Hacker News new | ask | show | jobs
by big_chungus 2441 days ago
My word, but it must be awfully sad to have such an outlook.

Let's take the other side of what you just said. More information today is available than at any other time in human history. Their are those who choose to spend time in a futile fashion, and there are those who choose to learn. Perceptions of which is which vary person-to-person. For instance, I read HN because there are a lot of very smart, technically-savvy people. Others might believe it a waste of time. Maybe someone spends time on pinterest, but wishes to be an interior decorator and does further homework on the pictures found. I think most of us would agree tick tock is an abject waste of time, but so what? Adults have been watching tv long before "kids these days".
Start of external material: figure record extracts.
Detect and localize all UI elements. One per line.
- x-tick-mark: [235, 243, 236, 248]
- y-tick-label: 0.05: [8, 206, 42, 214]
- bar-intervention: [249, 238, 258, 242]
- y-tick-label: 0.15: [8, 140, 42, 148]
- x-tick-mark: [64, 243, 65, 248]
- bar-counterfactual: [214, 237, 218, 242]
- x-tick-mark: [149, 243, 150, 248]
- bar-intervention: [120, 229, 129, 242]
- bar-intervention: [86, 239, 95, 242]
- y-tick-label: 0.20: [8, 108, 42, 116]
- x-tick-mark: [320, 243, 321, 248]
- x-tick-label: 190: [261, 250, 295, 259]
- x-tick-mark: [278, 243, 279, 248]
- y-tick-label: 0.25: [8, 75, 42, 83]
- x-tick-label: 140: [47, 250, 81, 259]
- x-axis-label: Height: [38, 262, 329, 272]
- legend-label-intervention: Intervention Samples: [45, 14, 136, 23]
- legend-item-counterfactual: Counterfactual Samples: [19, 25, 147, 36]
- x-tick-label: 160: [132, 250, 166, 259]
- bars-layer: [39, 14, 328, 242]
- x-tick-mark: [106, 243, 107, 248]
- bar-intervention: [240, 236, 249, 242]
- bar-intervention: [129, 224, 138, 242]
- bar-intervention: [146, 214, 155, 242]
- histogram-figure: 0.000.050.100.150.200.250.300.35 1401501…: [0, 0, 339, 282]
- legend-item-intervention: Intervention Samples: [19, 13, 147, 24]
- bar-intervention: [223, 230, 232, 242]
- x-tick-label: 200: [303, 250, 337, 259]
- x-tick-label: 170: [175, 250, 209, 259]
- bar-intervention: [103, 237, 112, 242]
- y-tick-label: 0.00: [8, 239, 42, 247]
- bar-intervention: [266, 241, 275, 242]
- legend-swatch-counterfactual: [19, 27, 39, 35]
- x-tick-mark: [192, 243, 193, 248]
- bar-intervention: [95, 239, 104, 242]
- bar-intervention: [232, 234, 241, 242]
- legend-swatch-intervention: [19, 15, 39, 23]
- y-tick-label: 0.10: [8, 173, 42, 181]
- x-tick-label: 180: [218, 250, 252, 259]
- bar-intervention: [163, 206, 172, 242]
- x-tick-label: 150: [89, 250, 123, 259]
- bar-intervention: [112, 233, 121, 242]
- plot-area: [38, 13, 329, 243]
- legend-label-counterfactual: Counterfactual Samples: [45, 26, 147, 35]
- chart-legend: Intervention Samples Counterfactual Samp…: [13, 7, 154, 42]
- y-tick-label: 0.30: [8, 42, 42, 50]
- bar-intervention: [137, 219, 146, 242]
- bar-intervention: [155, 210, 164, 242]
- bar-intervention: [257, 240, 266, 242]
Now let's consider the benefits that the information age brings. A life expectancy double what we might achieve in the wild, plentiful food, a good job, and so much more. Though some people waste their time, all this information has opened greater orders of learning to those with the inclination.

On the whole, I believe "modern technology" to be a marvelous innovation, rather than a prison. While it certainly ought to remain open to critique, this sort of nihilistic opinion has never made sense.

1 comments

But the internet accelerates drug-innovation and drug-delivery to the speed of … well, of the internet. Easy to throw out 'kids these days' but its actually a different thing (at least in quantity if not quality), and kids are actually responding to it poorly.

Outdoor time has dropped precipitously. Coordination and physical agility are reputed to have dropped. Social interaction has been reduced to worse than sound bytes.

Despite its good intentions, the internet is fabulously addictive. This should not be brushed aside Pollyanna style.

Right, this is what I fear somewhat as well, especially more on the mental than physical side. I'm very cognizant of the fact that people have complained about the latest tech ruining society since the time of Socrates (who apparently railed against how the written language was ruining everything vs the oral memorization style of teaching and learning that came before), and yet we're all still here and doing ok.

But that being said, my personal observations of the communications and social interactions of kids and very young adults these days scares me a bit because it seriously lacks depth. People are growing up optimizing their behavior and brains (including socially) for the internet of memes, soundbites, and impermanence, and not for the "real" human world of meaningful and fruitful long-term human connections.

I'm not a believer in an artificial future singularity point, but this stuff sure looks a lot like what a singularity-believer would expect: the early stages of a trend away from humans as individual thinkers with higher-bandwidth/quality interpersonal interactions, and towards interactions that are very light and content-free because they're just the unthinking synapse firings of some larger emergent consciousness in the form of overlapping memetic mobs of humans. Perhaps this has a role in explaining political polarization/isolation as well?

Wow that's hugely optimistic to imaging anything like 'an emergent consciousness...overlapping memetic mobs'. More like, ignorant masses all reacting emotionally with no emergent anything.
Hey at least we have faster thumbs.

I can see how both of the above views are valid, but I also tend to agree with the optimistic one, that it's better to have a lot of information and let the users choose/get manipulated, than not have the option at all.

Yes of course. We just have to survive it. And the human animal is not prepared for unlimited heroin delivered to your phone.